___ Supplied records ___

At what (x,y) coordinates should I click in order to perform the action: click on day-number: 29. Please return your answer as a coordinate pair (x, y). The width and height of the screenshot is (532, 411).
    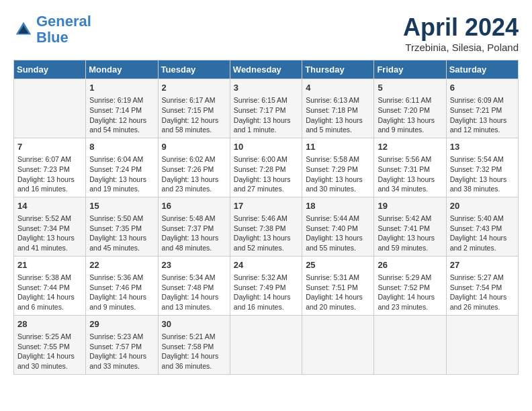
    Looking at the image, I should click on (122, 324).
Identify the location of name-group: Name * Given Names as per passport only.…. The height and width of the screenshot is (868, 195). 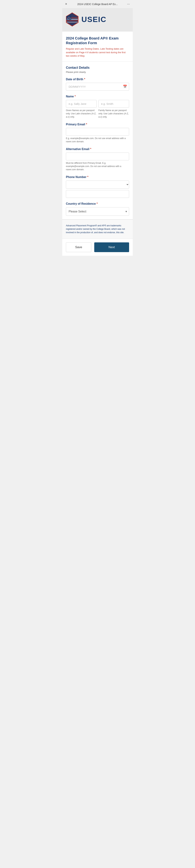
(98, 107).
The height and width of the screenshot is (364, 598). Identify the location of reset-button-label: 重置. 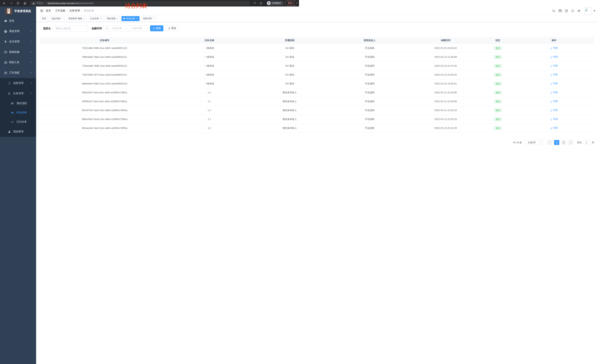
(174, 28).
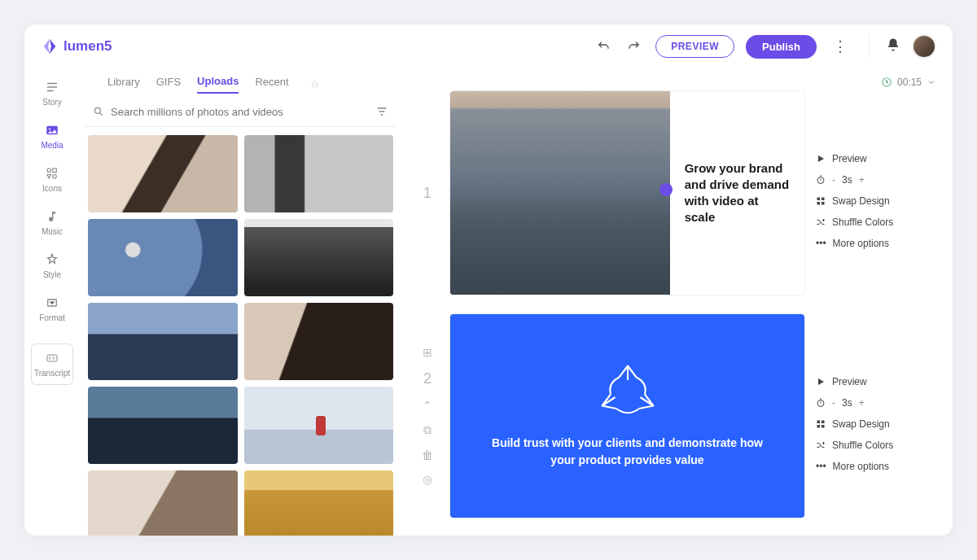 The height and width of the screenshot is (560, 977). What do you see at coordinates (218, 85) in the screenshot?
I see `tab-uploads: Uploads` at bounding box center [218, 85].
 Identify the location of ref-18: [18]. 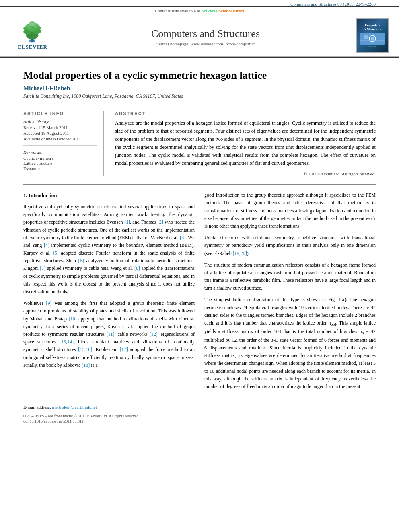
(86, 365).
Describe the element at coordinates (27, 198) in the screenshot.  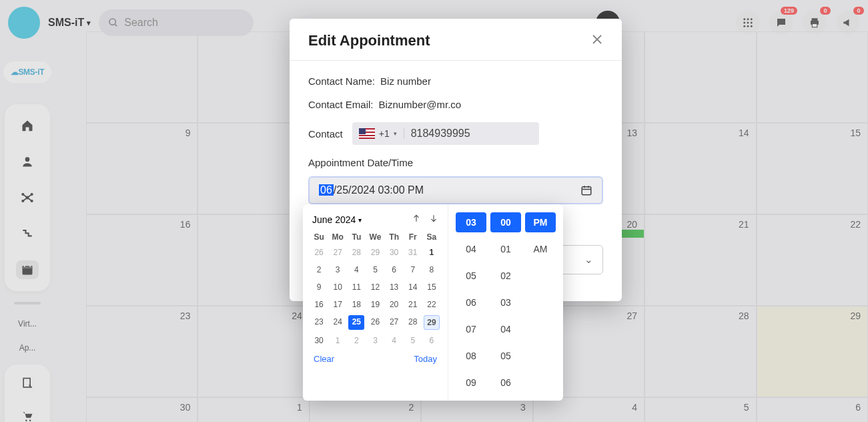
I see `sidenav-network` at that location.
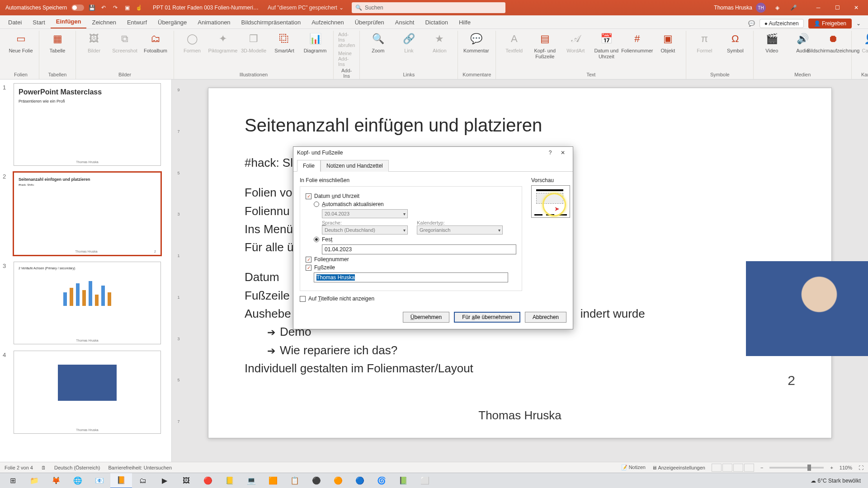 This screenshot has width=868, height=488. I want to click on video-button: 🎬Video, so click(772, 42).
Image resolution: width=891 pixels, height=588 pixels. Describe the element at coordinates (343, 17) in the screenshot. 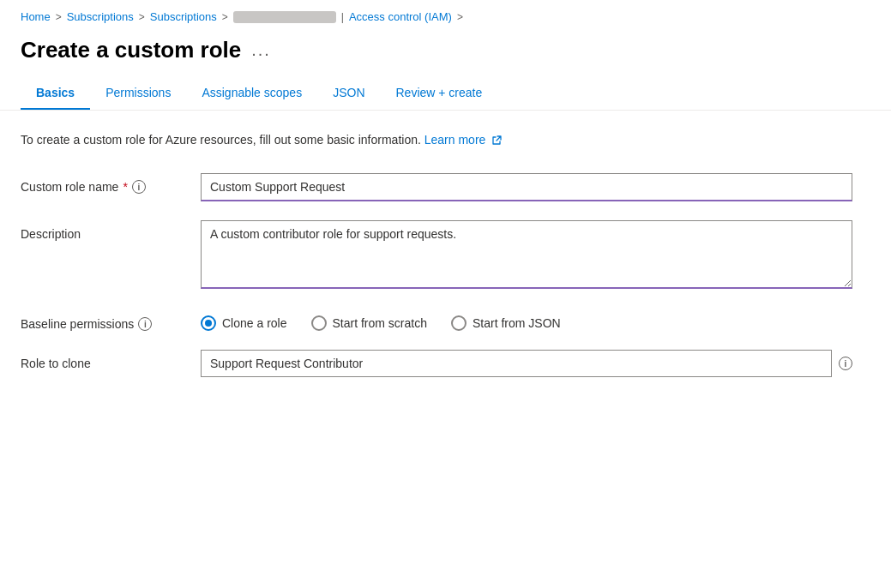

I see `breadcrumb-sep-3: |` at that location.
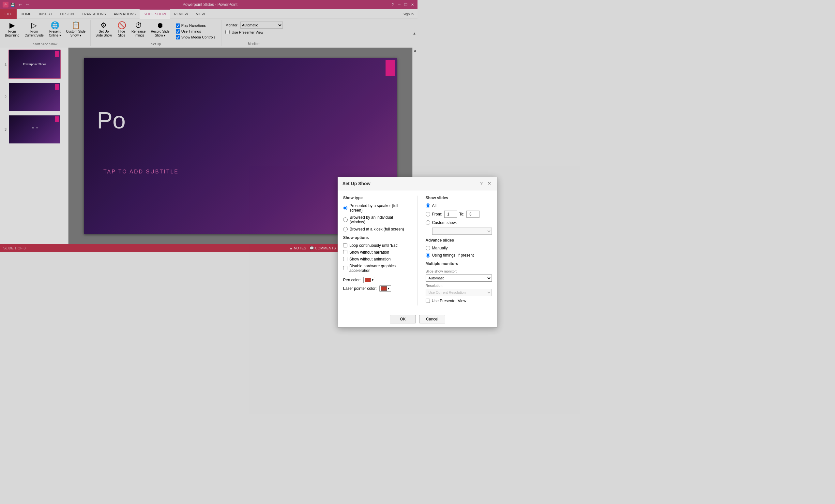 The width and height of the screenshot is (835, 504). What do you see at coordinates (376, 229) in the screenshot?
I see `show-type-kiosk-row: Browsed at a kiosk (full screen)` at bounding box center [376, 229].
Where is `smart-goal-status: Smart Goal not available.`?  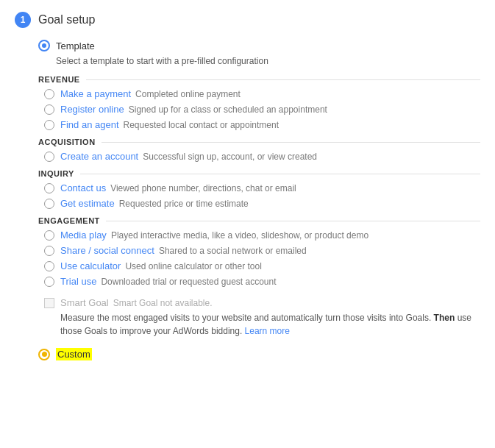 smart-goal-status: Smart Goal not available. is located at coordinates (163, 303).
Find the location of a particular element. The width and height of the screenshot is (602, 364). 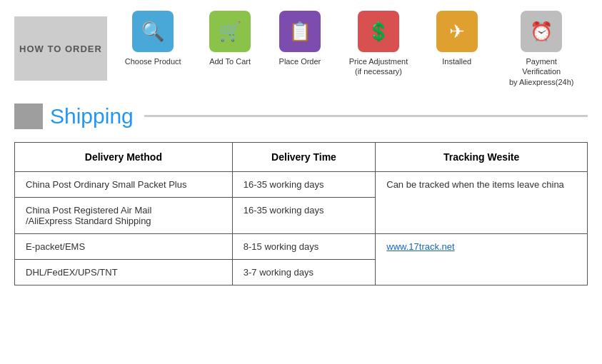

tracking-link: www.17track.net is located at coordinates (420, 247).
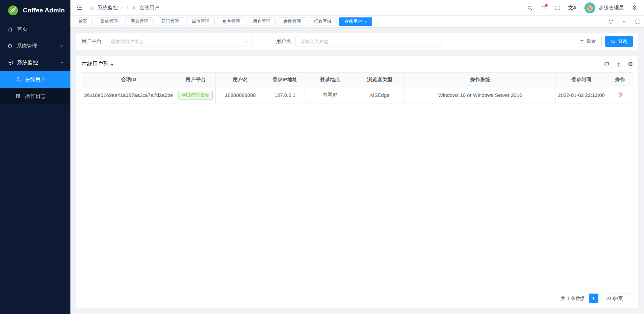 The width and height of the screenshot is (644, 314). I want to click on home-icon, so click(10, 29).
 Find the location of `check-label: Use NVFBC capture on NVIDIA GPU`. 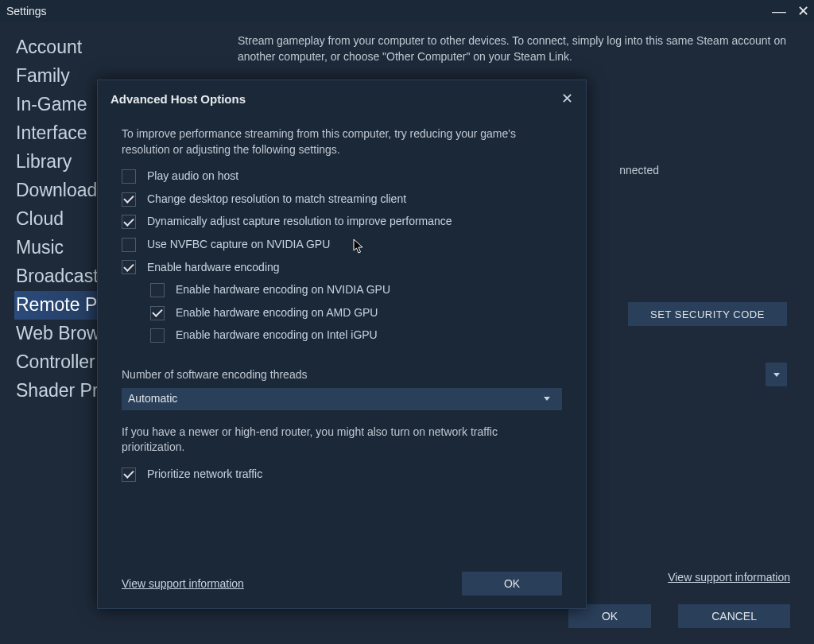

___

Directions:
Write each line exactly as it appears, from the line that holds "Find the location of a" through the closing line of the data above, and leave every picture out.

Response below:
Find the location of a particular element. The width and height of the screenshot is (602, 364). 

tracking-link: www.17track.net is located at coordinates (420, 247).
 The width and height of the screenshot is (644, 314). I want to click on home-icon, so click(10, 29).
 Find the location of `check-label: Use NVFBC capture on NVIDIA GPU`. 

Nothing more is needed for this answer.